From Charlie Cooke, over at National Review. For the record I am pretty disappointed with NR's general direction over the past few years. I think they have gone mushy and don't do nearly as much as they could to actually promote conservative policies. However Cooke is a shining beacon in the darkness. I don't agree with him on everything but enough, and he writes informatively and entertainingly.
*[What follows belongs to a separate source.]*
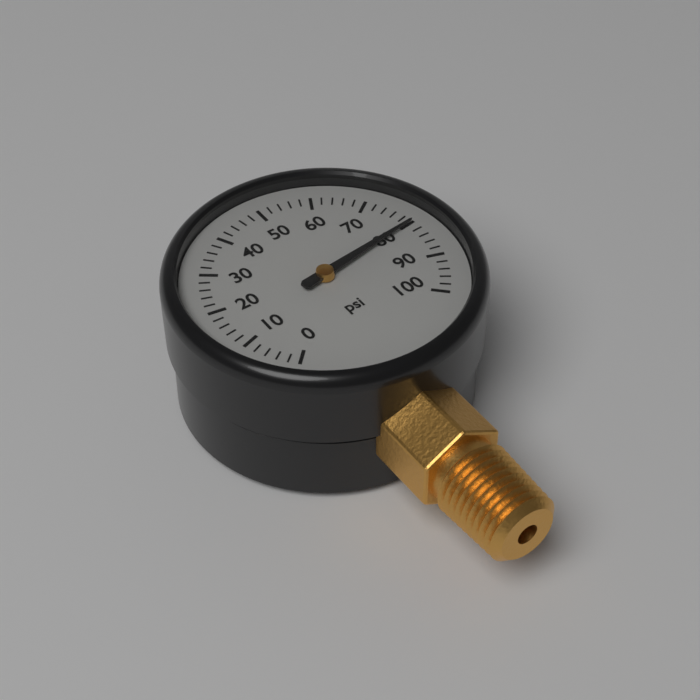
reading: 80 psi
At first, the line was that Regeneron’s treatment didn’t work. Then, it was that Regeneron’s treatment worked fine, but represented a dangerous distraction from the vaccine. And, finally, it was that Regeneron’s treatment was part of a corrupt plot to enrich DeSantis’s donors.Today, we learn from the Washington Post that, actually, none of that was the problem. Instead, DeSantis’s sin is that he has been relying upon monoclonal-antibody treatment too much, and that this is unfair to other states that now need it.
The constant changes of direction based purely on politics has been bewildering and frustrating. Given the attacks against any possibility of studying any alternative treatments other than the vaccine, one starts to wonder if the agenda is the vaccine, rather than mitigating the effects of the Wuhan flu. Hydrocholorquine, Ivermectin, Regeneron, etc have all been attacked rather than studied and any studies are dismissed out of hand. Sample Ivermectin headline: "2 fringe doctors created myth...", ignoring actual scientific studies that suggested otherwise. The list seems to be endless. The fact that they are actually admitting now that Regneron's treatment seems to work is a step in the right direction; the fact that they are now preventing Florida from getting as much as they want is one in the wrong.
Anyway, if you want to read the whole article, here you go.